There's a few nights of frost still expected, I'll have to bring them in.
And move the plant cage again- it's now out on the deck protecting some things from my cat! I put a bit of fencing around the lower part of the deck railings, so the cats don't lean out so far looking like they'll jump. They really like hanging out on the deck with us now. But Eliza chomps all the plants. The foreground pot in here is of sprouted wheat I pulled out of the mulched beds and stuck in dirt for her- but I have to keep her from chewing it down to nothing, give her access to it only occasionally. Also protected are- thyme, chives (which she chewed a lot of) and dill. The mint pot is unsheltered, she leaves that one alone.
I also had to block her from getting onto the greenhouse shelves and biting plants in there. With the coldframe window.
The cats especially like being on the deck right now because there is a bird nesting under one corner of it- on top of that carpenter bee trap I hung.
Today I managed to get a few photos of it- I think they're house finches. The male has a rosy chest and head.
From above, you can put your eye to a crack between the boards and see straight into the nest- five small very pale blue eggs. I can't wait to see the baby birds hatch! 

15 April 2026

one more sowing

Probably the last one of the year. Pole beans straight into pots in the greenhouse. Summer savory, basil and hyssop in starter trays on top of the fridge. Sage just pressed onto the top of seed starter mix, lidded with plastic and set by a window.
Outside, I dug up the smaller of my two lovage plants to take to swap next week- one plant is really far more than I need, and the bigger one sure is thriving. In its place I put the two smaller dill plants that were still in their little pots. (So now there's two in the garden and two in a large pot on the deck). Come fall I might dig up the larger lovage entirely, move it to be more centered in the bed. Right now it kind of crowds the edge.

14 April 2026

work outside

I've been pulling dandelions and purple dead nettle. Think am starting to finally get ahead of the creeping jenny- the patch didn't take nearly as long to clear out this year as the last time I tackled it, and only three more pieces were showing green when I walked by it again today (pausing at once to tease those out of the ground). Cleared vinca off the smaller sideyard today, will get to the rest of it on the upper area around the lilac bush soon. 

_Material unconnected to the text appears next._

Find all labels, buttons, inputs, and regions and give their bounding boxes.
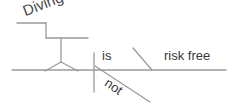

Peonies and turtlehead are up, black-and-blue salvia showing lots of leaves, joe pye just starting to peek above the ground.

The week before when I thinned the beets, I tucked some of them back into the ground. Didn't expect a high survival rate, but actually most of them are still alive and have perked up again! So I tried the same with the carrots. The bed is full of weeds and unevenly spaced carrot seedlings, crowded here and there.
I tidied it up and all the pulled carrots that actually had some roots, put them back into the ground in blank spots, using the blade of a butter knife and sliding them into the gap, then pressing tight around. Except- I think a bunch of these weren't carrots after all, but grass of some kind? Did I just save a bunch of grass bits in neat little rows. They don't have the pretty ferny leaves. Will keep an eye on them and yank out again if I've made a mistake.
At least it looks more orderly now.
Have started eating tatsoi- there's not enough of it! and lovage, which is thick and lovely. And today had some sculpit sauteed in butter with rice and carrots. There's actually only one sculpit plant left in the herb bed- I think the winter cold did them in- and two that sprouted under the deck which I will move.

Monarda all seems to be missing from the rear flower bed, too. Just one or two, and lots of mock strawberry, where they used to be thick. I wonder if it was too cold for them (but all the echinacea are alive and well). However there's this one that was in bed 9, which I dug up and moved to the larger sideyard, so when multiplies itself I can restock the back area as well.